The Diary of a Young Girl
Anne Frank (1947)
“A thirteen-year-old girl hiding from the Nazis wrote the most read diary in human history — and never knew it.”
Similar Books
Thematic connections across eras and genres — books that talk to each other.
Night
Elie Wiesel
The other foundational Holocaust witness text — written in retrospect by a survivor, stripping language to its barest minimum where Anne's expands and philosophizes. Read together, they define the genre's range.
Maus
Art Spiegelman
A son interviews his Holocaust-survivor father and turns it into a graphic novel. Where Anne's diary is primary witness, Maus examines what survives in memory and what it costs the next generation.
The Hiding Place
Corrie ten Boom
A Dutch Christian who hid Jewish families during the occupation — the perspective of the helpers, telling the same story from the outside.
Number the Stars
Lois Lowry
A fictional account of Danish Jews during WWII, written for middle school readers — often paired with Anne Frank in curricula as an accessible entry into Holocaust literature.
The Boy in the Striped Pajamas
John Boyne
A fictional Holocaust narrative from a child's perspective — frequently read alongside Anne Frank, though it takes a very different and more controversial approach to the material.
The Complete Persepolis
Marjane Satrapi
A coming-of-age memoir under political oppression (the Iranian Revolution) with the same wry self-awareness and same dual consciousness — the child surviving history while also just trying to be a person.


### INSTRUCTIONS TO FOLLOW
Scan the lines below for the string "VICTIM" and copy every one that has it.

### GIVEN RECORDS
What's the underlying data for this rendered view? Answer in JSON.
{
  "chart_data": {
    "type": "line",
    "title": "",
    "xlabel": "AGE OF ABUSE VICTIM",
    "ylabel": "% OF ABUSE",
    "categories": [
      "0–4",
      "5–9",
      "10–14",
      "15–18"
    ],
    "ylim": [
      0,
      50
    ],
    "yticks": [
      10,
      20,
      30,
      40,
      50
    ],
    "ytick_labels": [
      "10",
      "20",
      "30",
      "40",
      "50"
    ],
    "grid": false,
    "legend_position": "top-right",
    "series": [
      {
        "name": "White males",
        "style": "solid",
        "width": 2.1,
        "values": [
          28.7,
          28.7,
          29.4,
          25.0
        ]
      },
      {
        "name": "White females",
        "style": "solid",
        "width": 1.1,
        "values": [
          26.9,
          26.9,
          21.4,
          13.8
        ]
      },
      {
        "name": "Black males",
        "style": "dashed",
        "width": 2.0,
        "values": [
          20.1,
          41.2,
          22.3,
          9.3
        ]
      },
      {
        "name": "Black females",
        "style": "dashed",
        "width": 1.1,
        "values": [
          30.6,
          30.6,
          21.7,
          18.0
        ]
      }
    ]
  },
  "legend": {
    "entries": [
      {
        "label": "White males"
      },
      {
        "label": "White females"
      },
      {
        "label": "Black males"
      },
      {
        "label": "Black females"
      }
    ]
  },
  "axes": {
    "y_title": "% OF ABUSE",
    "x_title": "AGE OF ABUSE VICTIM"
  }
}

### OUTPUT OF THE TASK
    "xlabel": "AGE OF ABUSE VICTIM",
    "x_title": "AGE OF ABUSE VICTIM"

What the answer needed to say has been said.